Re: gdk_input_add() and GdkInputCondition mapping



Emil Ong <onge mcs anl gov> writes:

Hi,

I'm working on an application that creates a display based on input from
standard in.  I'm using gdk_input_add() to get the input from standard in,
but I'm having a problem when piping to my application: when the left hand
side of the pipe closes its standard out (usually on exit), my handler
continues to be called.

I'll give an example that illustrates this:

#include <stdio.h>
#include <unistd.h>
#include <sys/poll.h>
#include <gtk/gtk.h>

void handle_input(gpointer data, gint source, GdkInputCondition condition)
{
    char buf[1024];
    struct pollfd ufds[1];
      
    ufds[0].fd = source;
    ufds[0].events = POLLIN;
    poll(ufds, 1, 1000);
    printf("0x%x\n", ufds[0]. revents);

    buf[0] = '\0';
    read(source, buf, 1024);

    printf(buf);
}

int main(int argc, char *argv[])
{
    gtk_init(&argc, &argv);

    (void)gdk_input_add(STDIN_FILENO, GDK_INPUT_READ, handle_input, NULL);

    gtk_main();
      
    return 0;
}

Now, when I compile this into polltest and run it...

$ echo test | ./polltest
0x11
test
0x10
0x10
0x10
0x10
0x10
...
^C

This effect appears to be freezing the GUI part of my app. I'm guessing
that this has something to do with the changes described in this message:

http://mail.gnome.org/archives/gtk-devel-list/1999-March/msg00089.html

where the GDK_INPUT_* mappings were changed.

My question is, is there a portable and efficient way to work around
this?  Right now I'm calling poll() in my handler to see if stdin has a
hangup, but this seems redundant and something that glib and/or gdk should
handle.

This is how input watches in GDK have always worked; and how
select() works. EOF on a file descriptor is signaled by notification
that the file descriptor is ready for reading, and the following
read producing 0 bytes.

When that happens, you are responsible for closing your end
of the pipe and removing the input watch yourself.

(If you use g_io_channel_add_watch(), you will get poll() semantics
instead of select() semantics - that is, there is G_IO_HUP. However,
because poll may be emulated by select on some systems, you still
have to check for zero length reads as an indication of EOF.)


◆ **WHAT IS REQUIRED**
Pictures aside, copy every record word for word.

◆ **EXERCISE INPUT**
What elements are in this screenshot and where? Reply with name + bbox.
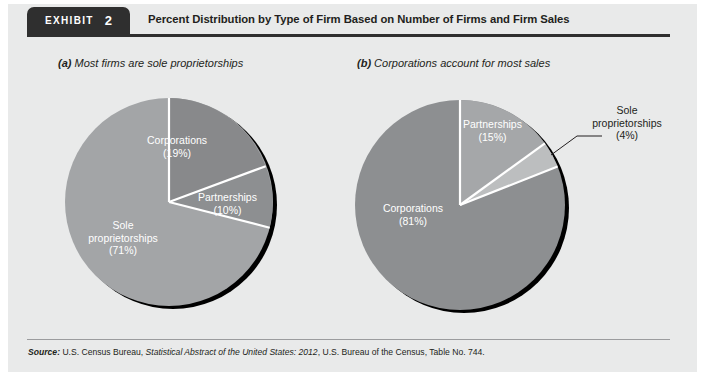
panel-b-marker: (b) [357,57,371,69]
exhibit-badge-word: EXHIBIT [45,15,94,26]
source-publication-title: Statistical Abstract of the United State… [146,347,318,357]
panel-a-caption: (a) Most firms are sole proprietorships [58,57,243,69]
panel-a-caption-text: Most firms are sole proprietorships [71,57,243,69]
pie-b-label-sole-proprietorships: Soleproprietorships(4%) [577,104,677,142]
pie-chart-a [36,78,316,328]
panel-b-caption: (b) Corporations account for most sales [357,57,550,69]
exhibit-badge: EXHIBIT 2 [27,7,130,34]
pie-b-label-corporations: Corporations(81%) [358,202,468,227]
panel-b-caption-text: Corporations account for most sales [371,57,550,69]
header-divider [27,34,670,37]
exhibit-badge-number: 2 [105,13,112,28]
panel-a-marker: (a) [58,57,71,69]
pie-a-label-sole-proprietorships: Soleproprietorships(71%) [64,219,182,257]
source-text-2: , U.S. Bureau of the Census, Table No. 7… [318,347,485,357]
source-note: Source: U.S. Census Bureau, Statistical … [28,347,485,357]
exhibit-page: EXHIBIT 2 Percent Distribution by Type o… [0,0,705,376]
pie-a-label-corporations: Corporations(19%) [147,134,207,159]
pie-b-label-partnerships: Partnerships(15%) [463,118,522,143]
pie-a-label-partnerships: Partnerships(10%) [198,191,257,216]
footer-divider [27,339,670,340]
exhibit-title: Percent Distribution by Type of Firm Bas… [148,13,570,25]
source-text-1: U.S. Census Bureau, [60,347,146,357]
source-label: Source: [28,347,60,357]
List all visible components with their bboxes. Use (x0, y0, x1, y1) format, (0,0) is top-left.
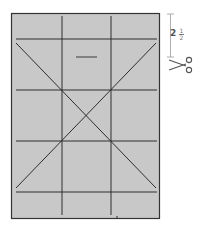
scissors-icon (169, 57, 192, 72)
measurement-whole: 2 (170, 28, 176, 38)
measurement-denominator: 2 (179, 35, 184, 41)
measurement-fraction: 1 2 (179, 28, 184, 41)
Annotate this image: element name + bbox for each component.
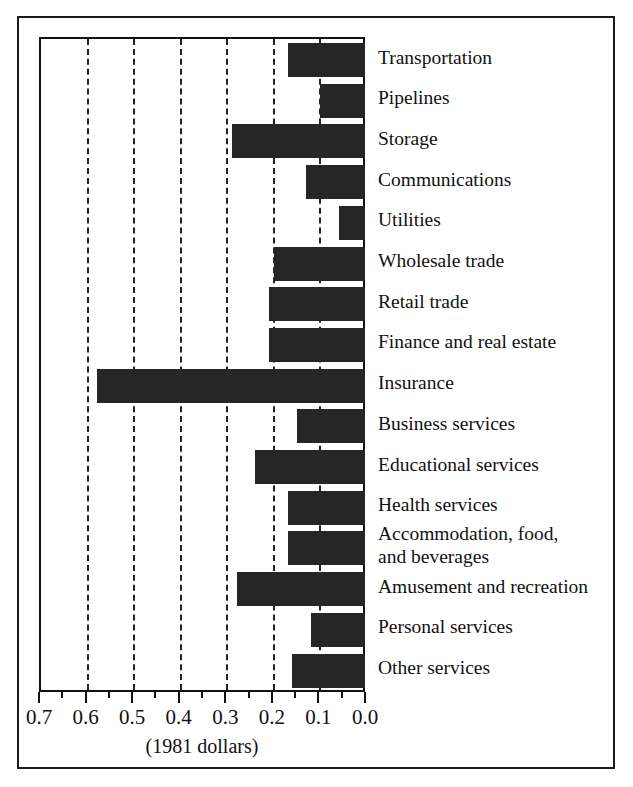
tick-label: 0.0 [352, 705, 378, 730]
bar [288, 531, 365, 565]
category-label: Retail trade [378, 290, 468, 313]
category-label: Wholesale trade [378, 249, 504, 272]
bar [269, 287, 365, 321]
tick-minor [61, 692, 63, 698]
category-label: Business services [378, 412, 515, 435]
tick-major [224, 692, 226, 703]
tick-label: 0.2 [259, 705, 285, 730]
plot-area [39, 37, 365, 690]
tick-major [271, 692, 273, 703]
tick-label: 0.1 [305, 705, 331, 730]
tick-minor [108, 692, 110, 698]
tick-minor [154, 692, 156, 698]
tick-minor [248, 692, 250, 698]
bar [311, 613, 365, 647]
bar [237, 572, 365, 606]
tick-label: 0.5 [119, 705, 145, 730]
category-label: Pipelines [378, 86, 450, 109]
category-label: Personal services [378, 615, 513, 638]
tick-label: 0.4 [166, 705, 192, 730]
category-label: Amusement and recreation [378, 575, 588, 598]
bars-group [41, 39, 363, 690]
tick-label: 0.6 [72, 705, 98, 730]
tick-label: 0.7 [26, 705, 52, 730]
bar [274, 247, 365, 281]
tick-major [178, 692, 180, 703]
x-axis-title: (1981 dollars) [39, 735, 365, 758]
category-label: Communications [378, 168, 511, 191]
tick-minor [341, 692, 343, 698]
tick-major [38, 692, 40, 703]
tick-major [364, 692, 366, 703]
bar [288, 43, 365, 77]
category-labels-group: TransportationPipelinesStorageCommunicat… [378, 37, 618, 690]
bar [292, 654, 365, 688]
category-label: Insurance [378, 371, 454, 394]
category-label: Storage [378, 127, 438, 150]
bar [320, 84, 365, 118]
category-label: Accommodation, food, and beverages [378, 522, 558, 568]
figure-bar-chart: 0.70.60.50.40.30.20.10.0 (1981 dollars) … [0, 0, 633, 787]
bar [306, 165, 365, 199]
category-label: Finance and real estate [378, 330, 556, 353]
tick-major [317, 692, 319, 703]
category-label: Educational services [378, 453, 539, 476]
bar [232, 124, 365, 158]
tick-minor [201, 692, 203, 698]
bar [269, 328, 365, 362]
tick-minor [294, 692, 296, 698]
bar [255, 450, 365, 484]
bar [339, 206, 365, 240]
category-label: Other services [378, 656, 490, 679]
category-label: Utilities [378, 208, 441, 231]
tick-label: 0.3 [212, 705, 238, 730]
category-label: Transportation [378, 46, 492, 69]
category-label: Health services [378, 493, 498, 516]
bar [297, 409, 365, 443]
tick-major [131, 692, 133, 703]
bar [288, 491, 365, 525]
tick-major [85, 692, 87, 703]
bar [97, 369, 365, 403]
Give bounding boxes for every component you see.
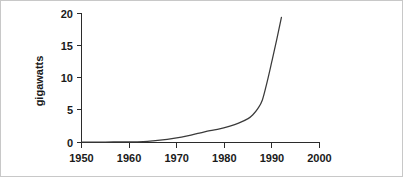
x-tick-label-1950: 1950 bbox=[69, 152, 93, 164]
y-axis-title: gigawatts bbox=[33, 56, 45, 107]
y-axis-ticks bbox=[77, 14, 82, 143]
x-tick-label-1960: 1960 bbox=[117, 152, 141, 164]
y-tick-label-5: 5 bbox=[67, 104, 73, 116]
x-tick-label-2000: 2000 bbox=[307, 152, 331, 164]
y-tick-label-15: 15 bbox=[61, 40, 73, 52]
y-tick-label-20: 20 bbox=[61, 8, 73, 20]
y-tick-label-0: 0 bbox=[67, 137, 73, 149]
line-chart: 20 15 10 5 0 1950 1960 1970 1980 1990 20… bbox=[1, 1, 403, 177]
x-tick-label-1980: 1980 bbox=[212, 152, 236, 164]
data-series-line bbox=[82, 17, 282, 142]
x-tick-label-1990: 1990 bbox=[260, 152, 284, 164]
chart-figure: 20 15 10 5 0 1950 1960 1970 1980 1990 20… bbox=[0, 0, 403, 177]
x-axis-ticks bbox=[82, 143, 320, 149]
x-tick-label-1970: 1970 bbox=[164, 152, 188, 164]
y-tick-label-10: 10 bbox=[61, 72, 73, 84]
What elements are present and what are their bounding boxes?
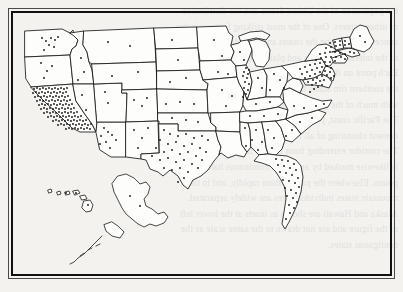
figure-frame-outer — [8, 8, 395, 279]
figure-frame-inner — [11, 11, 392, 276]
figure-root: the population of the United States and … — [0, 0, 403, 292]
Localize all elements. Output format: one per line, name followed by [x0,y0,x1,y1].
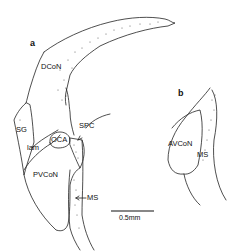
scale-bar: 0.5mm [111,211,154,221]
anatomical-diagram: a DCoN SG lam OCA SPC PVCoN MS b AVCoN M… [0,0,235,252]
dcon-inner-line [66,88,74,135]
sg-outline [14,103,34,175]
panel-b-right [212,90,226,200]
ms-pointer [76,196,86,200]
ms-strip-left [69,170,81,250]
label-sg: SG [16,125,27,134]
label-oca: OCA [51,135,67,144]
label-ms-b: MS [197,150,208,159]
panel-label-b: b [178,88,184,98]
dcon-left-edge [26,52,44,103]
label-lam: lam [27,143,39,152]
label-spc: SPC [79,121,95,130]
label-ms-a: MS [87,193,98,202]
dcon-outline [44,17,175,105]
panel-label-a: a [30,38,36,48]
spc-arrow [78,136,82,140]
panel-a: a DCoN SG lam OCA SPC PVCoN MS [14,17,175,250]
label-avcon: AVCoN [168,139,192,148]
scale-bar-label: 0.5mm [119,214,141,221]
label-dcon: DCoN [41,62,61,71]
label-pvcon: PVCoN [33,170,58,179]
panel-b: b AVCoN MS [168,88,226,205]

◆ **COMPLETED EXERCISE**
What elements are in this screenshot and where? Reply with name + bbox.
panel-b-marker: (b) [357,57,371,69]
exhibit-badge-word: EXHIBIT [45,15,94,26]
source-publication-title: Statistical Abstract of the United State… [146,347,318,357]
panel-a-caption: (a) Most firms are sole proprietorships [58,57,243,69]
panel-a-caption-text: Most firms are sole proprietorships [71,57,243,69]
pie-b-label-sole-proprietorships: Soleproprietorships(4%) [577,104,677,142]
pie-chart-a [36,78,316,328]
panel-b-caption: (b) Corporations account for most sales [357,57,550,69]
exhibit-badge: EXHIBIT 2 [27,7,130,34]
pie-b-label-corporations: Corporations(81%) [358,202,468,227]
panel-b-caption-text: Corporations account for most sales [371,57,550,69]
header-divider [27,34,670,37]
exhibit-badge-number: 2 [105,13,112,28]
panel-a-marker: (a) [58,57,71,69]
pie-a-label-sole-proprietorships: Soleproprietorships(71%) [64,219,182,257]
source-text-2: , U.S. Bureau of the Census, Table No. 7… [318,347,485,357]
source-note: Source: U.S. Census Bureau, Statistical … [28,347,485,357]
exhibit-page: EXHIBIT 2 Percent Distribution by Type o… [0,0,705,376]
pie-a-label-corporations: Corporations(19%) [147,134,207,159]
pie-b-label-partnerships: Partnerships(15%) [463,118,522,143]
pie-a-label-partnerships: Partnerships(10%) [198,191,257,216]
footer-divider [27,339,670,340]
exhibit-title: Percent Distribution by Type of Firm Bas… [148,13,570,25]
source-text-1: U.S. Census Bureau, [60,347,146,357]
source-label: Source: [28,347,60,357]
List all visible components with their bboxes. Use (x0, y0, x1, y1) format, (0,0) is top-left.
scissors-icon (169, 57, 192, 72)
measurement-whole: 2 (170, 28, 176, 38)
measurement-denominator: 2 (179, 35, 184, 41)
measurement-fraction: 1 2 (179, 28, 184, 41)
Annotate this image: element name + bbox for each component.
tick-label: 0.0 [352, 705, 378, 730]
bar [288, 531, 365, 565]
category-label: Retail trade [378, 290, 468, 313]
category-label: Wholesale trade [378, 249, 504, 272]
bar [269, 287, 365, 321]
tick-minor [61, 692, 63, 698]
category-label: Business services [378, 412, 515, 435]
tick-major [224, 692, 226, 703]
tick-label: 0.2 [259, 705, 285, 730]
plot-area [39, 37, 365, 690]
tick-major [271, 692, 273, 703]
tick-label: 0.1 [305, 705, 331, 730]
tick-minor [108, 692, 110, 698]
tick-minor [154, 692, 156, 698]
tick-minor [248, 692, 250, 698]
bar [311, 613, 365, 647]
bar [237, 572, 365, 606]
tick-label: 0.5 [119, 705, 145, 730]
category-label: Pipelines [378, 86, 450, 109]
category-label: Personal services [378, 615, 513, 638]
tick-label: 0.4 [166, 705, 192, 730]
category-label: Amusement and recreation [378, 575, 588, 598]
bars-group [41, 39, 363, 690]
tick-label: 0.6 [72, 705, 98, 730]
tick-label: 0.7 [26, 705, 52, 730]
bar [274, 247, 365, 281]
tick-major [178, 692, 180, 703]
x-axis-title: (1981 dollars) [39, 735, 365, 758]
category-label: Communications [378, 168, 511, 191]
tick-minor [341, 692, 343, 698]
tick-major [38, 692, 40, 703]
tick-major [364, 692, 366, 703]
bar [288, 43, 365, 77]
category-labels-group: TransportationPipelinesStorageCommunicat… [378, 37, 618, 690]
bar [292, 654, 365, 688]
category-label: Insurance [378, 371, 454, 394]
category-label: Storage [378, 127, 438, 150]
bar [320, 84, 365, 118]
category-label: Accommodation, food, and beverages [378, 522, 558, 568]
figure-bar-chart: 0.70.60.50.40.30.20.10.0 (1981 dollars) … [0, 0, 633, 787]
bar [306, 165, 365, 199]
category-label: Finance and real estate [378, 330, 556, 353]
tick-major [317, 692, 319, 703]
category-label: Educational services [378, 453, 539, 476]
bar [232, 124, 365, 158]
tick-minor [201, 692, 203, 698]
bar [269, 328, 365, 362]
tick-minor [294, 692, 296, 698]
bar [255, 450, 365, 484]
bar [339, 206, 365, 240]
category-label: Other services [378, 656, 490, 679]
category-label: Utilities [378, 208, 441, 231]
tick-label: 0.3 [212, 705, 238, 730]
category-label: Transportation [378, 46, 492, 69]
category-label: Health services [378, 493, 498, 516]
bar [297, 409, 365, 443]
tick-major [131, 692, 133, 703]
bar [288, 491, 365, 525]
tick-major [85, 692, 87, 703]
bar [97, 369, 365, 403]
Give bounding boxes for every component you see.
x-tick-label-1950: 1950 bbox=[69, 152, 93, 164]
y-axis-title: gigawatts bbox=[33, 56, 45, 107]
y-axis-ticks bbox=[77, 14, 82, 143]
x-tick-label-1960: 1960 bbox=[117, 152, 141, 164]
y-tick-label-5: 5 bbox=[67, 104, 73, 116]
x-tick-label-2000: 2000 bbox=[307, 152, 331, 164]
y-tick-label-15: 15 bbox=[61, 40, 73, 52]
y-tick-label-20: 20 bbox=[61, 8, 73, 20]
y-tick-label-0: 0 bbox=[67, 137, 73, 149]
line-chart: 20 15 10 5 0 1950 1960 1970 1980 1990 20… bbox=[1, 1, 403, 177]
x-tick-label-1980: 1980 bbox=[212, 152, 236, 164]
data-series-line bbox=[82, 17, 282, 142]
x-tick-label-1990: 1990 bbox=[260, 152, 284, 164]
chart-figure: 20 15 10 5 0 1950 1960 1970 1980 1990 20… bbox=[0, 0, 403, 177]
x-axis-ticks bbox=[82, 143, 320, 149]
x-tick-label-1970: 1970 bbox=[164, 152, 188, 164]
y-tick-label-10: 10 bbox=[61, 72, 73, 84]
What elements are present and what are their bounding boxes?
figure-frame-outer — [8, 8, 395, 279]
figure-frame-inner — [11, 11, 392, 276]
figure-root: the population of the United States and … — [0, 0, 403, 292]
Localize all elements. Output format: one per line, name followed by [x0,y0,x1,y1].
scale-bar: 0.5mm [111,211,154,221]
anatomical-diagram: a DCoN SG lam OCA SPC PVCoN MS b AVCoN M… [0,0,235,252]
dcon-inner-line [66,88,74,135]
sg-outline [14,103,34,175]
panel-b-right [212,90,226,200]
ms-pointer [76,196,86,200]
ms-strip-left [69,170,81,250]
label-sg: SG [16,125,27,134]
label-oca: OCA [51,135,67,144]
label-ms-b: MS [197,150,208,159]
panel-label-b: b [178,88,184,98]
dcon-left-edge [26,52,44,103]
label-lam: lam [27,143,39,152]
label-spc: SPC [79,121,95,130]
label-ms-a: MS [87,193,98,202]
dcon-outline [44,17,175,105]
panel-label-a: a [30,38,36,48]
spc-arrow [78,136,82,140]
panel-a: a DCoN SG lam OCA SPC PVCoN MS [14,17,175,250]
label-avcon: AVCoN [168,139,192,148]
scale-bar-label: 0.5mm [119,214,141,221]
label-dcon: DCoN [41,62,61,71]
label-pvcon: PVCoN [33,170,58,179]
panel-b: b AVCoN MS [168,88,226,205]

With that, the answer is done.